Truth to be told, these projections almost certainly underestimate the African numbers, since the Church in Africa is growing not merely by birth but also through adult conversions. The Catholic population in African nations may be substantially higher in 2050 than these projections assume. Given that, it’s entirely possible that the Democratic Republic of Congo will have leapt past the United States and the Philippines to become the third largest Catholic nation in the world.

Brazil’s Catholic percentage, on the other hand, is going down, largely through losses to Pentecostal and Charismatic churches. It may well already be below 85 percent, which is the figure used in this projection. Likewise, the assumption that 78 percent of French will be Catholic in 2050 is almost certainly too high, especially if practice of the faith, rather than mere baptismal certification, is what’s meant by “Catholic.”

Hence this list should not be taken literally, but rather merely as indicative of broad trends. Even at that level, however, it’s an eye-opener in terms of the realignment of Catholic population worldwide.

Of course, population does not always equate with power, but over time it’s difficult to imagine that the rising Catholic tide in Africa will not translate into an increased voice in global Catholic affairs. In the 21st century, when one thinks of Catholicism in the “Third World,” it’s likely to be Africans who come to mind – and above all, the Congolese.

As Kinshasa goes, in other words, so goes the church.

One footnote: In recent years, it has become fashionable to dismiss French-speaking Catholicism as largely a spent force, despite the impressive character of some its leadership, such as Cardinals Godfried Danneels in Brussels and Jean-Marie Lustiger in Paris. Both France and Belgium have low Mass attendance rates, with 50 percent of the French reporting that they never attend religious services at all. A majority of the French, 51 percent, say they don’t even believe in God.

The rise of the Democratic Republic of Congo in global Catholic affairs, however, may give French-speaking Catholicism a new lease on life, in the same way that Brazil has long provided Portuguese bishops, theologians and lay activists with a disproportionate echo in the global church. French-speaking Congolese clergy and lay leaders naturally see France and Belgium as points of reference, reading the theological literature produced in French, inviting French-speaking Catholic VIPs to give lectures and host symposia, and otherwise regarding the French and the Belgians as primary sources of Catholic culture.

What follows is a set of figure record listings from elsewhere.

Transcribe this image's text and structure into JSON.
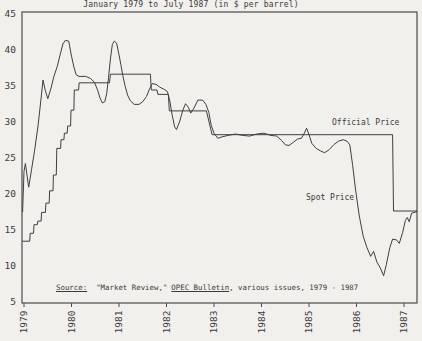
{
  "figure": {
    "title": "January 1979 to July 1987 (in $ per barrel)",
    "annotations": {
      "official": "Official Price",
      "spot": "Spot Price"
    },
    "source": {
      "label": "Source:",
      "part1": "\"Market Review,\"",
      "part2": "OPEC Bulletin",
      "part3": ", various issues, 1979 - 1987"
    }
  },
  "colors": {
    "paper": "#f2f0ec",
    "ink": "#3a3a3a",
    "line": "#3f3f3f",
    "frame": "#4a4a4a"
  },
  "chart_data": {
    "type": "line",
    "title": "January 1979 to July 1987 (in $ per barrel)",
    "xlabel": "",
    "ylabel": "$ per barrel",
    "xlim": [
      1978.95,
      1987.28
    ],
    "ylim": [
      5,
      45
    ],
    "grid": false,
    "legend_position": "inline-annotations",
    "xticks": [
      1979,
      1980,
      1981,
      1982,
      1983,
      1984,
      1985,
      1986,
      1987
    ],
    "yticks": [
      45,
      40,
      35,
      30,
      25,
      20,
      15,
      10,
      5
    ],
    "series": [
      {
        "name": "Official Price",
        "points": [
          [
            1978.97,
            13.3
          ],
          [
            1979.12,
            13.3
          ],
          [
            1979.13,
            14.4
          ],
          [
            1979.2,
            14.4
          ],
          [
            1979.21,
            15.6
          ],
          [
            1979.28,
            15.6
          ],
          [
            1979.29,
            16.1
          ],
          [
            1979.36,
            16.1
          ],
          [
            1979.37,
            17.3
          ],
          [
            1979.45,
            17.3
          ],
          [
            1979.46,
            18.6
          ],
          [
            1979.53,
            18.6
          ],
          [
            1979.54,
            20.3
          ],
          [
            1979.61,
            20.3
          ],
          [
            1979.62,
            22.5
          ],
          [
            1979.68,
            22.5
          ],
          [
            1979.69,
            26.2
          ],
          [
            1979.77,
            26.2
          ],
          [
            1979.78,
            27.4
          ],
          [
            1979.84,
            27.4
          ],
          [
            1979.85,
            28.3
          ],
          [
            1979.91,
            28.3
          ],
          [
            1979.92,
            29.3
          ],
          [
            1979.98,
            29.3
          ],
          [
            1979.99,
            31.5
          ],
          [
            1980.05,
            31.5
          ],
          [
            1980.06,
            34.3
          ],
          [
            1980.15,
            34.3
          ],
          [
            1980.16,
            35.3
          ],
          [
            1980.8,
            35.3
          ],
          [
            1980.82,
            36.5
          ],
          [
            1981.66,
            36.5
          ],
          [
            1981.68,
            34.3
          ],
          [
            1981.8,
            34.3
          ],
          [
            1981.82,
            33.7
          ],
          [
            1982.04,
            33.7
          ],
          [
            1982.06,
            31.4
          ],
          [
            1982.84,
            31.4
          ],
          [
            1982.96,
            28.1
          ],
          [
            1986.76,
            28.1
          ],
          [
            1986.78,
            17.5
          ],
          [
            1987.27,
            17.5
          ]
        ]
      },
      {
        "name": "Spot Price",
        "points": [
          [
            1978.97,
            17.4
          ],
          [
            1979.0,
            23.0
          ],
          [
            1979.03,
            24.1
          ],
          [
            1979.1,
            20.8
          ],
          [
            1979.16,
            23.3
          ],
          [
            1979.22,
            25.8
          ],
          [
            1979.3,
            29.5
          ],
          [
            1979.36,
            33.2
          ],
          [
            1979.4,
            35.7
          ],
          [
            1979.45,
            34.2
          ],
          [
            1979.5,
            33.1
          ],
          [
            1979.57,
            34.6
          ],
          [
            1979.63,
            36.2
          ],
          [
            1979.7,
            37.6
          ],
          [
            1979.76,
            39.2
          ],
          [
            1979.82,
            40.7
          ],
          [
            1979.87,
            41.2
          ],
          [
            1979.94,
            41.1
          ],
          [
            1980.0,
            39.0
          ],
          [
            1980.05,
            37.5
          ],
          [
            1980.1,
            36.4
          ],
          [
            1980.16,
            36.2
          ],
          [
            1980.3,
            36.2
          ],
          [
            1980.4,
            35.9
          ],
          [
            1980.48,
            35.4
          ],
          [
            1980.55,
            34.3
          ],
          [
            1980.6,
            33.2
          ],
          [
            1980.65,
            32.5
          ],
          [
            1980.7,
            32.7
          ],
          [
            1980.74,
            33.8
          ],
          [
            1980.78,
            36.0
          ],
          [
            1980.82,
            38.6
          ],
          [
            1980.86,
            40.6
          ],
          [
            1980.9,
            41.1
          ],
          [
            1980.95,
            40.8
          ],
          [
            1981.0,
            39.2
          ],
          [
            1981.04,
            37.8
          ],
          [
            1981.08,
            36.3
          ],
          [
            1981.13,
            34.8
          ],
          [
            1981.18,
            33.6
          ],
          [
            1981.24,
            32.8
          ],
          [
            1981.32,
            32.3
          ],
          [
            1981.42,
            32.3
          ],
          [
            1981.5,
            32.7
          ],
          [
            1981.58,
            33.4
          ],
          [
            1981.64,
            34.4
          ],
          [
            1981.7,
            35.2
          ],
          [
            1981.78,
            35.1
          ],
          [
            1981.86,
            34.7
          ],
          [
            1981.95,
            34.4
          ],
          [
            1982.02,
            34.1
          ],
          [
            1982.07,
            32.8
          ],
          [
            1982.12,
            30.8
          ],
          [
            1982.17,
            29.2
          ],
          [
            1982.21,
            28.8
          ],
          [
            1982.28,
            30.0
          ],
          [
            1982.34,
            31.4
          ],
          [
            1982.4,
            32.4
          ],
          [
            1982.46,
            31.9
          ],
          [
            1982.51,
            31.1
          ],
          [
            1982.58,
            31.8
          ],
          [
            1982.66,
            32.9
          ],
          [
            1982.76,
            32.9
          ],
          [
            1982.83,
            32.3
          ],
          [
            1982.89,
            31.2
          ],
          [
            1982.94,
            29.4
          ],
          [
            1983.0,
            28.3
          ],
          [
            1983.08,
            27.6
          ],
          [
            1983.17,
            27.8
          ],
          [
            1983.3,
            28.0
          ],
          [
            1983.45,
            28.2
          ],
          [
            1983.6,
            28.0
          ],
          [
            1983.75,
            27.9
          ],
          [
            1983.9,
            28.2
          ],
          [
            1984.05,
            28.3
          ],
          [
            1984.2,
            28.0
          ],
          [
            1984.32,
            27.9
          ],
          [
            1984.42,
            27.3
          ],
          [
            1984.5,
            26.7
          ],
          [
            1984.58,
            26.6
          ],
          [
            1984.68,
            27.1
          ],
          [
            1984.76,
            27.5
          ],
          [
            1984.84,
            27.6
          ],
          [
            1984.9,
            28.3
          ],
          [
            1984.95,
            29.0
          ],
          [
            1985.0,
            28.1
          ],
          [
            1985.06,
            26.9
          ],
          [
            1985.15,
            26.2
          ],
          [
            1985.25,
            25.8
          ],
          [
            1985.33,
            25.6
          ],
          [
            1985.42,
            26.0
          ],
          [
            1985.52,
            26.7
          ],
          [
            1985.62,
            27.2
          ],
          [
            1985.72,
            27.4
          ],
          [
            1985.8,
            27.2
          ],
          [
            1985.86,
            26.7
          ],
          [
            1985.92,
            23.8
          ],
          [
            1985.98,
            20.4
          ],
          [
            1986.06,
            16.8
          ],
          [
            1986.14,
            14.0
          ],
          [
            1986.22,
            12.4
          ],
          [
            1986.3,
            11.2
          ],
          [
            1986.36,
            11.9
          ],
          [
            1986.43,
            10.4
          ],
          [
            1986.5,
            9.6
          ],
          [
            1986.57,
            8.5
          ],
          [
            1986.63,
            10.1
          ],
          [
            1986.7,
            12.4
          ],
          [
            1986.76,
            13.6
          ],
          [
            1986.84,
            13.5
          ],
          [
            1986.9,
            13.0
          ],
          [
            1986.97,
            14.5
          ],
          [
            1987.03,
            16.2
          ],
          [
            1987.07,
            16.6
          ],
          [
            1987.11,
            16.0
          ],
          [
            1987.16,
            17.2
          ],
          [
            1987.27,
            17.4
          ]
        ]
      }
    ]
  }
}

In that light, French-speaking Catholicism may have a future in the 21st century after all.

In the same spirit, it’s worth noting that by 2050, Uganda and Nigeria both will have grabbed spots on the Catholic “Top Ten” list, meaning that in 43 years four of the ten largest Catholic nations in the world will have English as a dominant language, as opposed to just two today. (In both cases, that’s including the Philippines). English is already the language of economic and cultural globalization, and increasingly it will become the language of ecclesiastical globalization as well.